Go devs turn to community to double-check next steps

Go devs turn to community to double-check next steps

With Go 1.13 well on its way to a release in August, proposals to implement for the next version of the programming language have been chosen. Robert Griesemer, a member of the Go team and one of the language’s designers, has taken to the Go blog to inform the community about the four selected improvements.

Since error handling has been on the list of issues to tackle for a while now, the first proposal for an error check function has already been revised and simplified a lot since it was presented last year. It is called try and is meant to “eliminate the boilerplate if statements typically associated with error handling in Go”. 

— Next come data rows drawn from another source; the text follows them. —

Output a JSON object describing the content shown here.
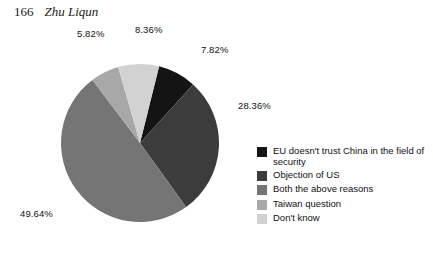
{
  "running_head": {
    "page_number": "166",
    "author": "Zhu Liqun"
  },
  "chart_data": {
    "type": "pie",
    "title": "",
    "legend_position": "right",
    "categories": [
      "EU doesn't trust China in the field of security",
      "Objection of US",
      "Both the above reasons",
      "Taiwan question",
      "Don't know"
    ],
    "values": [
      7.82,
      28.36,
      49.64,
      5.82,
      8.36
    ],
    "value_labels": [
      "7.82%",
      "28.36%",
      "49.64%",
      "5.82%",
      "8.36%"
    ],
    "unit": "%",
    "colors": [
      "#141414",
      "#3c3c3c",
      "#757575",
      "#a8a8a8",
      "#d2d2d2"
    ],
    "start_angle_deg": 14,
    "direction": "clockwise"
  },
  "labels": {
    "slice_1": "7.82%",
    "slice_2": "28.36%",
    "slice_3": "49.64%",
    "slice_4": "5.82%",
    "slice_5": "8.36%"
  },
  "legend": {
    "items": [
      {
        "label": "EU doesn't trust China in the field of security",
        "color": "#141414"
      },
      {
        "label": "Objection of US",
        "color": "#3c3c3c"
      },
      {
        "label": "Both the above reasons",
        "color": "#757575"
      },
      {
        "label": "Taiwan question",
        "color": "#a8a8a8"
      },
      {
        "label": "Don't know",
        "color": "#d2d2d2"
      }
    ]
  }
}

The extension is planned to be used following the pattern func try(expr) (T1, T2, … Tn) with expr being a function call most of the time “producing n+1 result values of types T1, T2, … Tn, and error for the last value. If expr evaluates to a single value (n is 0), that value must be of type error and try doesn’t return a result. Calling try with an expression that does not produce a last value of type error leads to a compile-time error.”

This “syntactic sugar” as the design document calls it, is supposed to make error handling more lightweight and therefore get more programmers to write corresponding code. Not the worst idea if you consider that much of today’s container infrastructure is written in Go.

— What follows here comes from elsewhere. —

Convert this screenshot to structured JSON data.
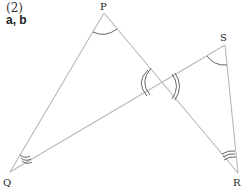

After some changes the extension to the language is backwards-compatible so shouldn’t break existing code. Other than that, opinions on proposals to allow the embedding of overlapping interfaces, find a way to get rid of confusing string(int) conversions, and the adoption of design principles for cryptographic libraries are sought. 

Devs are called to give feedback and especially fact-based evidence should they see a proposal not working in practice. Should no strong reasons against moving the proposals to the experimental stage arise, implementations should be ready for evaluation in August 2019. The final decision on the inclusion will then be made in November.

Opening the floor up to comments like this and picking up only a couple of changes at a time is a practice that got introduced to the Go community in late 2018. Back then Griesemer wrote “We are constrained by the fact that we now have millions of Go programmers and a large body of Go code, and we need to bring it all along, lest we risk a split ecosystem. That means we cannot make many changes, and the changes we are going to make need to be chosen carefully.”

The release of Go 1.13 will be the first to have followed the proposal evaluation process, which starts with the Go team selecting proposals, and is followed by a sort of loop of community feedback, implementation and evaluation.